The Mission Forty Six Story
"Biblical illiteracy leads to believers taking paths of least resistance. Confessional deficits mean churches become businesses catering to the wishes of customers."
Right here in the Christian Reformed Church in North America, pastors and other leaders are doing excellent ministry. Sermons are written and delivered. Curriculum for Sunday school classes and small groups are being developed. People are being discipled. Articles, podcasts and videos are being produced. Sadly, these helpful resources were going unknown and unused in the broader church. Many Christian Reformed leaders and teachers are searching for Bible studies or Sunday school materials that are flashy but expensive and generic.
In recent years some Christian Reformed pastors began discussing a way to platform and share the good ministry being done in the CRC. While they agreed that good content is being produced in greater Christendom, CRC-specific content was getting overlooked. One pastor had developed a curriculum on the Heidelberg Catechism for high school students that was well received. Another was producing a podcast to discuss topics from a confessionally Reformed perspective. A third had produced a training for officebearers on the creeds and confessions. Mission 46 is what emerged.
In a constantly evolving world, the need for roots in the gospel of Jesus Christ is great. The cultural playing field is shifting rapidly with expanding technologies and new challenges. Biblical illiteracy leads to believers taking paths of least resistance. Confessional deficits mean churches become businesses catering to the wishes of customers. Christian leaders are learning to deliver the unchanging good news of salvation to a spiritually starved world. Many new resources lack biblical depth or confessional parameters. Meanwhile, the Christian Reformed Church and Christendom in general is disintegrating. Top-down resourcing is being passed over. A need exists for bottom-up resourcing born out of on-the-ground ministry leaders. At the same time, the Christian Reformed Church is coming out of an identity crisis where we need to come together and take inventory of where we are and what we have to offer one another and the broader Christian world.

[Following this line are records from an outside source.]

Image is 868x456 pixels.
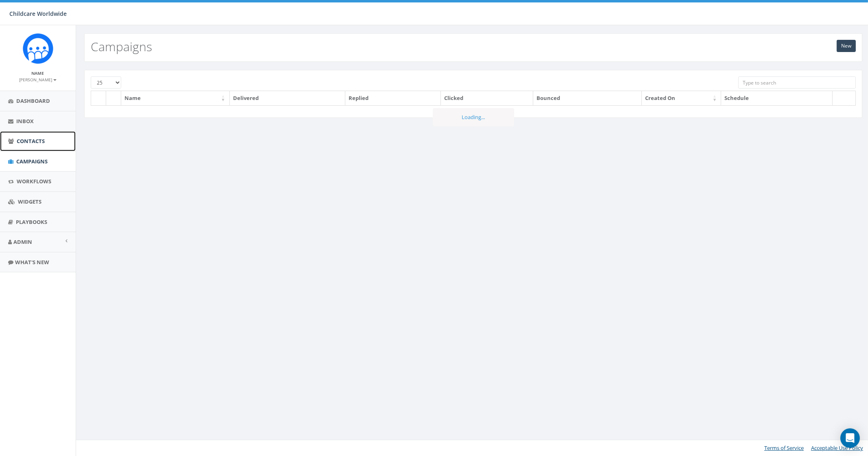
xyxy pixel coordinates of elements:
span: Admin [14,238,32,245]
span: Dashboard [16,97,50,104]
span: What's New [15,258,49,266]
th: Bounced [533,91,641,106]
span: Playbooks [16,218,47,226]
th: Name [121,91,230,106]
small: [PERSON_NAME] [20,77,56,83]
span: Widgets [18,198,41,205]
div: Loading... [432,108,514,126]
span: Contacts [17,137,45,145]
img: Rally_Corp_Icon.png [23,33,53,64]
th: Replied [345,91,441,106]
a: [PERSON_NAME] [20,75,56,83]
span: Inbox [16,118,33,125]
th: Schedule [721,91,832,106]
small: Name [32,71,45,76]
h2: Campaigns [91,40,152,53]
th: Created On [641,91,721,106]
a: New [836,40,855,52]
th: Delivered [230,91,345,106]
a: Terms of Service [764,444,804,451]
a: Acceptable Use Policy [811,444,863,451]
span: Childcare Worldwide [10,10,67,17]
span: Workflows [17,178,51,185]
input: Type to search [738,76,855,89]
div: Open Intercom Messenger [840,428,860,448]
th: Clicked [441,91,533,106]
span: Campaigns [16,158,48,165]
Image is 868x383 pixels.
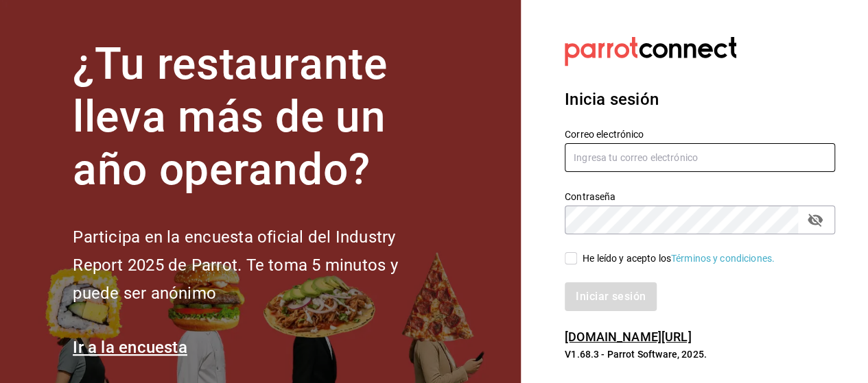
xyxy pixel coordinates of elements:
[73,39,443,196] h1: ¿Tu restaurante lleva más de un año operando?
[803,209,827,232] button: passwordField
[565,87,835,111] h3: Inicia sesión
[73,338,187,357] a: Ir a la encuesta
[565,143,835,172] input: Ingresa tu correo electrónico
[73,224,443,307] h2: Participa en la encuesta oficial del Industry Report 2025 de Parrot. Te toma 5 minutos y puede se...
[671,253,774,264] a: Términos y condiciones.
[565,129,835,139] label: Correo electrónico
[565,348,835,361] p: V1.68.3 - Parrot Software, 2025.
[565,192,835,201] label: Contraseña
[582,252,774,266] div: He leído y acepto los
[565,330,691,344] a: [DOMAIN_NAME][URL]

In the upheaval, we follow Psalm 46:10 to be still and know that the Lord is God. People change but Jesus Christ is the same yesterday, today and forever. God is doing mighty work through his people in the Christian Reformed Church. Despite our flaws and weaknesses, people are coming to Christ, being discipled, and growing in the love and knowledge of Jesus Christ. The Christian Reformed Church is doing good ministry that is worth sharing. Mission 46 aims to create, collect, and distribute biblical, confessionally Reformed materials to disciple Christians to be mature in Christ throughout every sphere of life. These would be carefully vetted to follow specific criteria.

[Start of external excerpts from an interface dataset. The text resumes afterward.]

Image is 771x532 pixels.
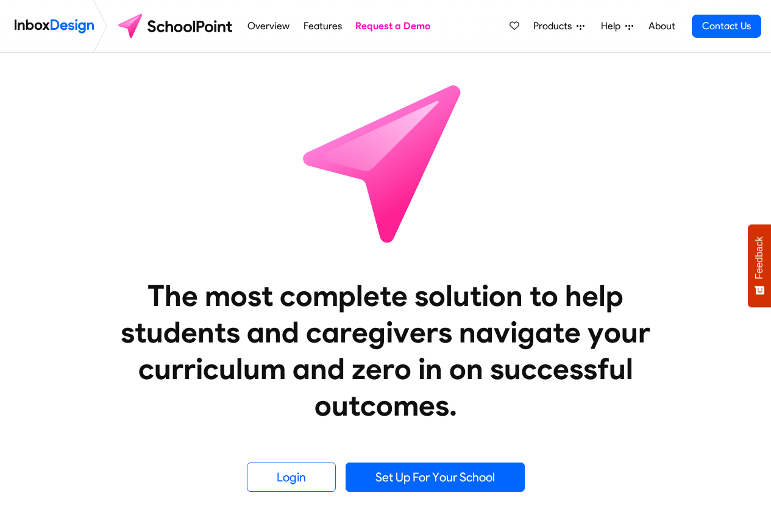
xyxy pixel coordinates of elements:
[692,15,762,38] a: Contact Us
[276,53,496,273] img: icon_schoolpoint.svg
[748,225,771,307] button: Feedback - Show survey
[529,14,589,38] a: Products
[112,11,241,41] img: schoolpoint logo
[346,463,525,492] a: Set Up For Your School
[533,19,577,34] span: Products
[601,19,625,34] span: Help
[596,14,638,38] a: Help
[97,277,675,424] heading: The most complete solution to help students and caregivers navigate your curriculum and zero in o...
[754,237,765,279] span: Feedback
[353,14,434,38] a: Request a Demo
[645,14,678,38] a: About
[247,463,336,492] a: Login
[244,14,294,38] a: Overview
[300,14,345,38] a: Features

The Bible would be the final authority. Every book, article, video, and conference presentation begin with careful exegesis.
The materials would be unashamedly Reformed as expressed in the creeds and confessions of the Christian Reformed Church.

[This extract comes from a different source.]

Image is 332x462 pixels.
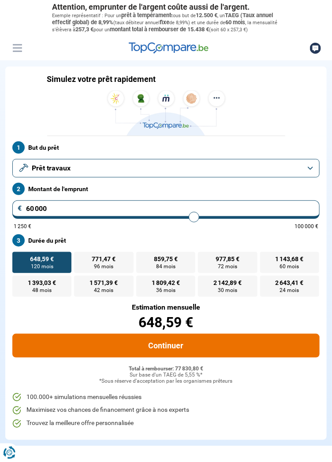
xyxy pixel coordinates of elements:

The materials would demonstrate how Reformed theology is a “world-in-life view,” informing every dimension of human experience from personal piety to public engagement, from family life to cultural participation.
The materials would engage thoughtfully with competing ideas, helping believers understand not only what they believe but why those beliefs matter.
The materials would remain accessible and practical so that they would be useful in the broader church.
The church is moving forward not on human effort but by the power of the Holy Spirit. Mission 46 seeks to connect CRC leaders to CRC sources for the good work that God gives us to do.